Only when The Post reached out to Whisper parent company MediaLab was the database made private.

Porter and Ehrlich said they notified federal law enforcement of the situation, as well as Whisper, prior to contacting The Washington Post. According to security researchers Matthew Porter and Dan Ehrlich, who run the firm Twelve Security, the database comprised nearly 900 million user records from the app’s release more than eight years to the present day, The Post reports. The records didn’t just include current users, either. The app still has more than 30 million monthly users, some of whom are minors But the records left unprotected online included information like age, location, ethnicity, residence, in-app nickname, and membership in any of the app’s groups. The database did not include real names, as Whisper was designed to protect users’ identities and allow them to share secrets anonymously. According to The Post, which was actively able to query the database in real time before Whisper took it down, a search for users who listed themselves as 15 years of age returned as many as 1.3 million results. The app, while far from as popular as it was in the few years after its release in 2012, is still used by more than 30 million people a month, some of whom are under the age of 18 and share confessions about teenage sexual encounters and information related to sexual orientation. Whisper, an anonymous secret-sharing mobile app that rose to prominence more than half a decade ago, has been inadvertently exposing sensitive information about its users for years through a public online database, according to a new report from The Washington Post.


* [WORK INSTRUCTION]:
Output the data below exactly as it is, dropping the pictures from your copy.

[Dataset excerpts]
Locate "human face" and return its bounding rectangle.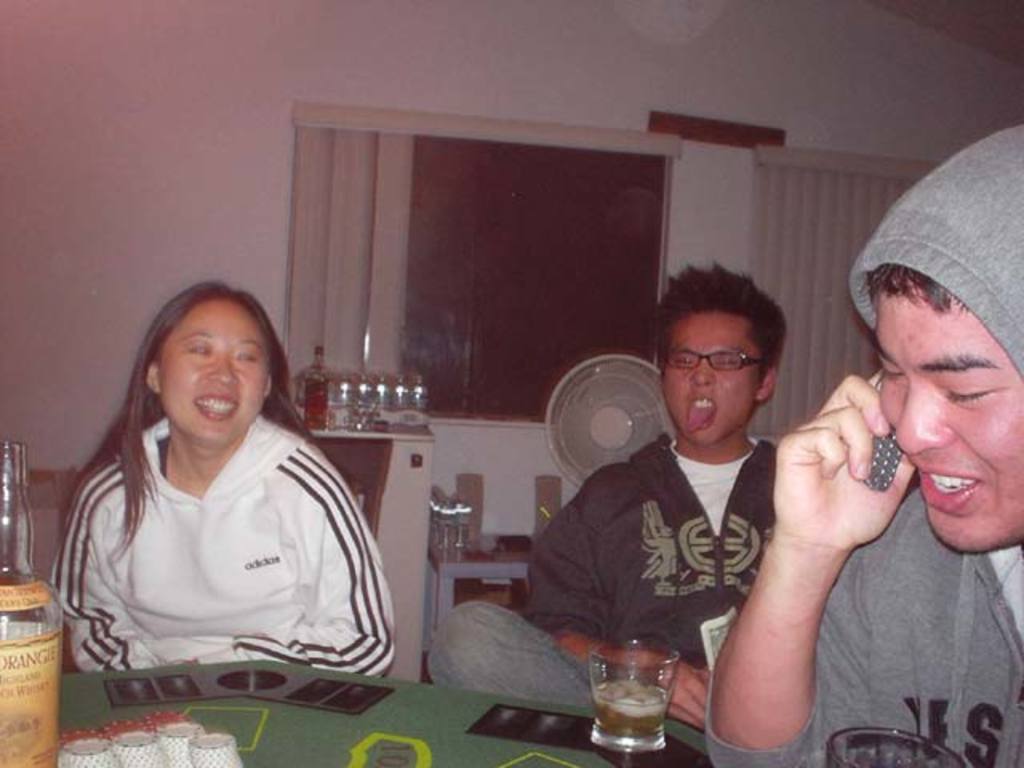
874 285 1022 555.
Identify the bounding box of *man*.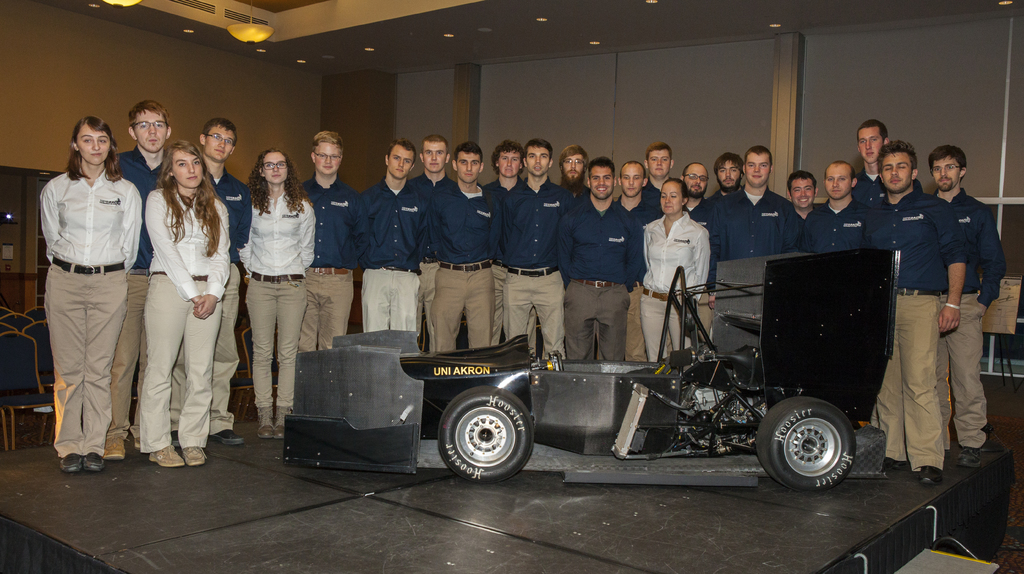
[x1=694, y1=152, x2=749, y2=218].
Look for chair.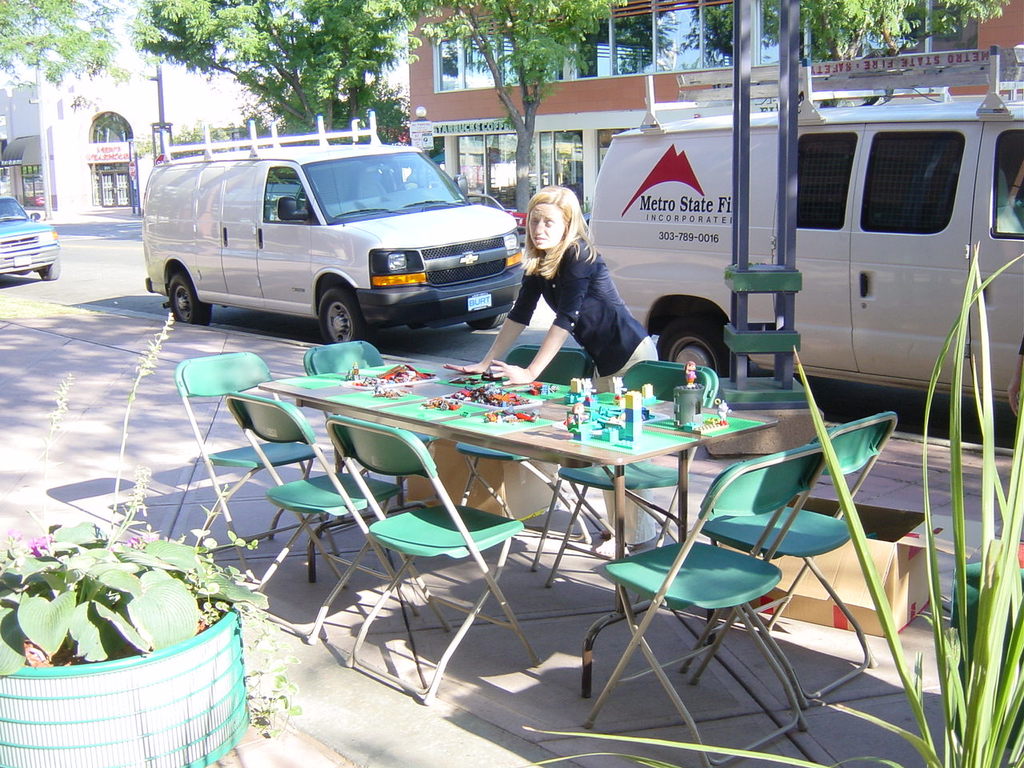
Found: [x1=326, y1=410, x2=550, y2=710].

* [FINISHED TASK]:
Locate "human face" and return its bounding rectangle.
874 285 1022 555.
Identify the bounding box of *man*.
[x1=694, y1=152, x2=749, y2=218].
Look for chair.
Found: [x1=326, y1=410, x2=550, y2=710].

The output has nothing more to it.